Here he truly has met his match. The triumph of Jon Favreau's original Iron Man – the punt in the dark from whence the MCU was spawned – was that it wasn't too fussed about whether we liked Robert Downey jnr as the titular hero. What mattered was that we were engaged by him. He was smarmy, glib and more interested in showing off than in bringing the bad guys to justice.
The Marvel heroes who followed were cut from the same idiosyncratic cloth. There was Thor (funny, a bit dim), Captain America (quippy, earnest) and the magnificently gonzo Guardians of the Galaxy, whose 1980s straight-to-video exploitation movie was disguised as a summer blockbuster.
With his parental issues and his cave, Batman will always be able to stand his ground against such a cavalcade while the Expanded Universe Wonder Woman has worked largely because of the vulnerability Gal Gadot puts to the forefront of her performance. (She’s made of steel yet scratches all the same.)

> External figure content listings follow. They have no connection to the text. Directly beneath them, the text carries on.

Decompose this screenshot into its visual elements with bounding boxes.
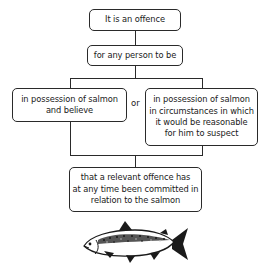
- or-label: or: [131, 98, 140, 108]
- node-relevant-offence: that a relevant offence has at any time …: [69, 167, 202, 212]
- connector-left-down: [70, 122, 71, 156]
- connector-split-horizontal: [70, 78, 203, 79]
- connector-merge-down: [135, 155, 136, 167]
- node-possession-and-believe: in possession of salmon and believe: [12, 88, 127, 122]
- node-text-line: at any time been committed in: [73, 184, 199, 195]
- node-text-line: that a relevant offence has: [81, 172, 191, 183]
- node-text-line: for him to suspect: [165, 128, 239, 139]
- node-text: for any person to be: [94, 50, 176, 61]
- node-text-line: in possession of salmon: [21, 94, 118, 105]
- node-text-line: in possession of salmon: [153, 94, 250, 105]
- salmon-fish-icon: [80, 218, 192, 266]
- node-it-is-an-offence: It is an offence: [89, 9, 181, 31]
- node-text-line: it would be reasonable: [155, 117, 247, 128]
- node-possession-reasonable-suspect: in possession of salmon in circumstances…: [145, 88, 258, 146]
- node-text: It is an offence: [105, 14, 165, 25]
- connector-merge-horizontal: [70, 155, 203, 156]
- node-text-line: in circumstances in which: [149, 106, 254, 117]
- node-for-any-person: for any person to be: [87, 45, 183, 66]
- connector-1-2: [135, 31, 136, 45]
- node-text-line: relation to the salmon: [91, 195, 180, 206]
- connector-2-split: [135, 66, 136, 78]
- connector-split-left: [70, 78, 71, 88]
- connector-split-right: [202, 78, 203, 88]
- node-text-line: and believe: [46, 105, 93, 116]
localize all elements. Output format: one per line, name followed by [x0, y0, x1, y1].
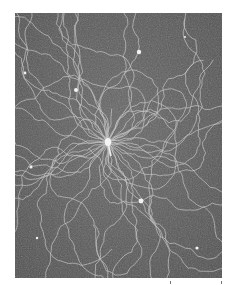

Cavill’s Superman, by contrast, feels like a popcorn distraction from a simpler era. Indeed, he’s arguably less complicated than the original, Christopher Reeve imagining of the character, from 1978. At least Reeve took an interest in his alter-ego. Cavill’s Clark Kent is just Superman on a day off rather than, as in the Reeve iteration, a manifestation of Superman’s secret vulnerabilities.
Culpability for this has often been rested at Cavill's knee-length boots. True, as Superman he has all the personality of a concrete slab about to fall on your head from a poorly secured scaffold. But it feels significant that, in his other roles, he radiates magnetism – opposite Armie Hammer in Guy Ritchie's Man from U.N.C.L.E., for instance, he was charm on a stick.
So we're back to Superman himself. Many will blame Snyder and his signature Wagnerian bombast. Yet Superman was already a hollowed-out streak of self-righteousness when portrayed, in 2006, by Brandon Routh in Bryan Singer's Superman Returns.
Perhaps the problem with Superman is that Warner Bros has given us the one it thinks we want, not the Superman we need
The obvious conclusion, then, is the difficulty lies with Superman. Ah, but which Superman? Despite the widespread assumption that the Man of Steel has been one of the constants of the superhero genre since he flew off the pages of Action Comics in 1938, there have in fact been many Supermen – some more interesting than others.
The original "golden age" Superman, for example, was far less superpowered than the modern incarnation. He could leap tall buildings and outpace a bullet but was unable to fly. (Why leap a building when you could hover above it?) This was a street-level Man of Steel, whose foes tended to be small-time crooks. He would have found it hard to engage in a game of lob-a-skyscraper, as Cavill did with General Zod at the end of Man of Steel, given that his maximum running speed was 100km/h.
Within the pages of DC Comics there has also been Evil Superman (with a SS-type logo on his chest) and a Superman raised in the Soviet Union, a hammer and sickle in place of the “S” symbol. Most intriguing of all was the African American Superman, Calvin Ellis, from the Final Crisis story arc, who, not content with advancing the cause of diversity among tight-wearing crime fighters, was also elected president of the United States.
What a movie that would make. (Black Panther's Michael B Jordan has already been touted as a potential Man of Steel and would be perfect as Ellis.) Perhaps the problem with Superman is that Warner Bros has given us the one it thinks we want, not the Superman we need.